Speaking of skill, doesn’t the military award marksmanship medals for such gunmanship skills? What about sportsmen (and women) in competition up through and including the Olympic Games for their shooting skills in not only marksmanship with a gun, but say in archery. We reward those who can shoot, and in a manner of speaking, shoot to kill (by hitting the bullseye).

The bottom line is that while most of us are restrained most of the time from acting out our primeval instincts by the laws of the land, each and every one of us can snap; some more readily than others, but snap nonetheless. Perhaps the really amazing thing is that the slaughter of the innocents is as at a low a level as it is. And though this sounds cruel, in the time it takes one person to snuff out 30 lives, another 30 are born. In a nation of 300 million, if 30 are murdered, well that’s a drop in the ocean, but in the real world, the world of nature red in tooth and claw, that sort of ratio wouldn’t cause Mother Nature to bat a proverbial eyebrow, and aren’t humans part of that real world (although we’d probably deny it, since we think we’re something special, like something special in the eyes of God). In the cosmic scheme of things, an elephant stepping on an ant hill, while a tragedy for the ants concerned, is of no consequence for the overall survival of the ant species.
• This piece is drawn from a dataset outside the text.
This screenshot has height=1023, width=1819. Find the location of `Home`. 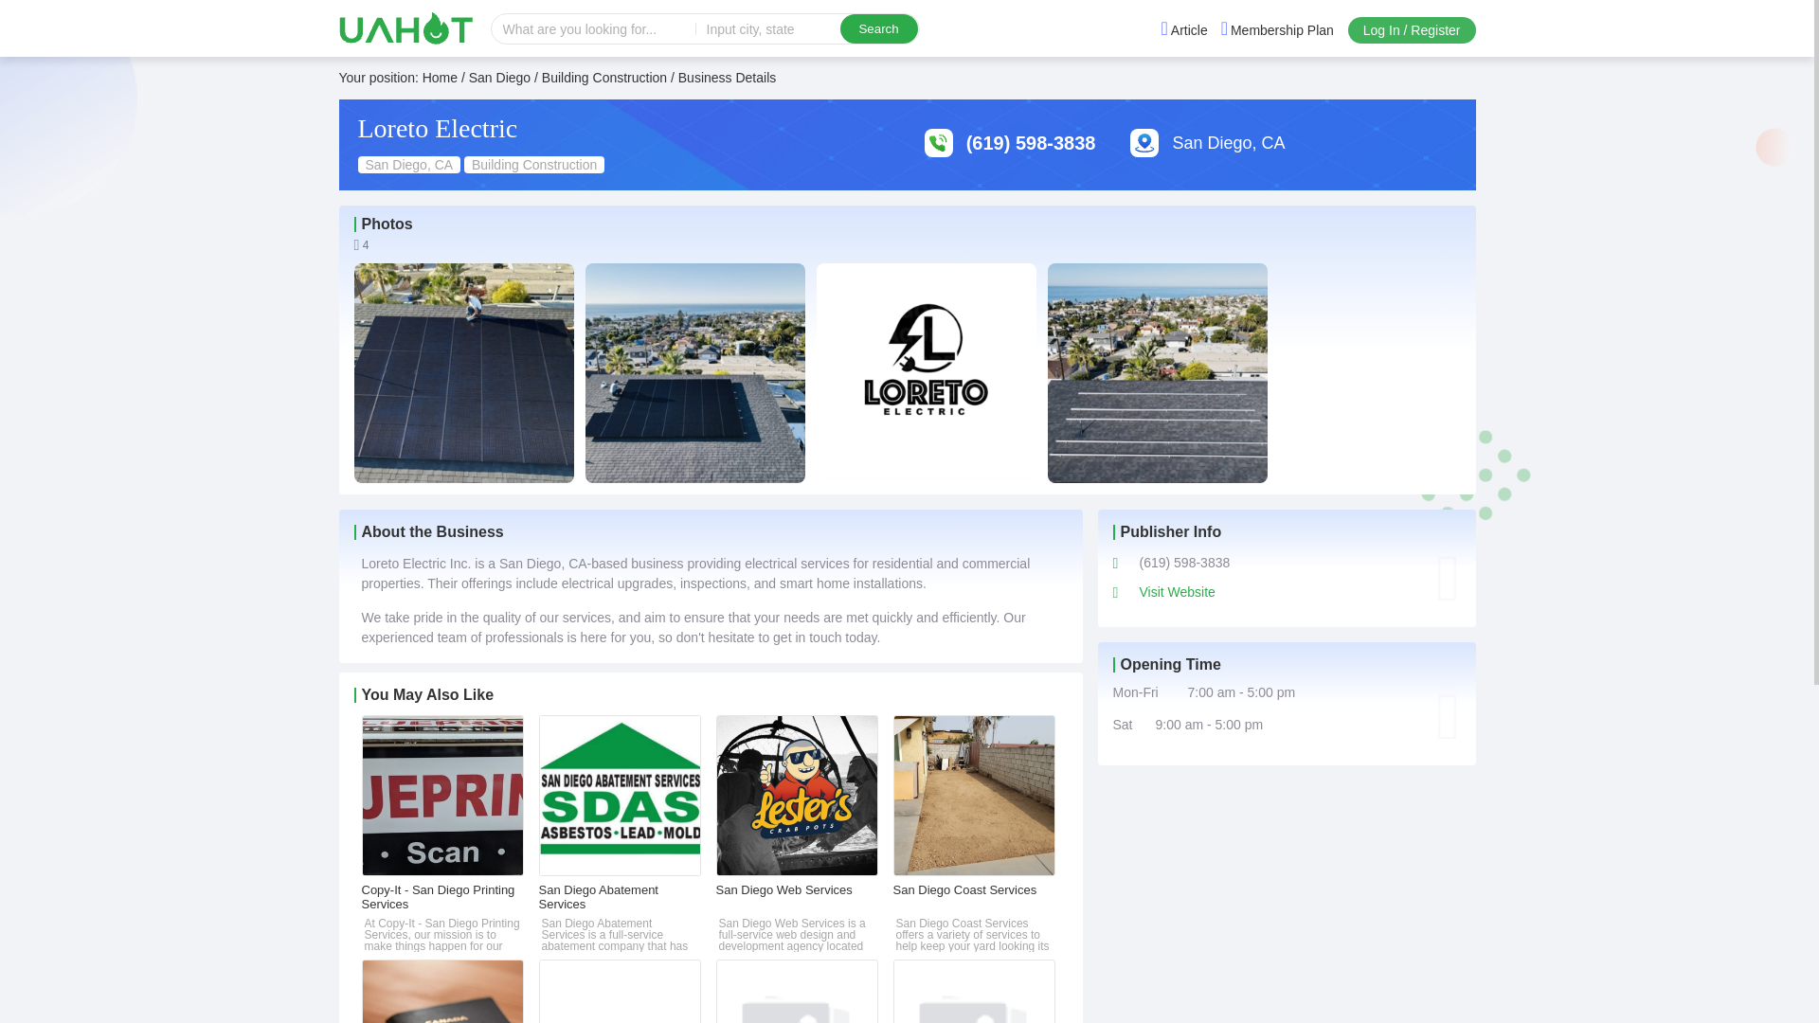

So what’s going to happen? Nothing is going to happen except things will get worse! With every passing day there are more and more people – more and more chances for a massacre of the innocent to come to pass. With every passing day, more and more instruments that have lethal powers are manufactured. Even if there come to pass legal ways of preventing the two trends from interacting, there are always the illegal ways and means, and if history is any guide, what Lola wants, Lola gets, even if Lola has to beg, borrow or steal.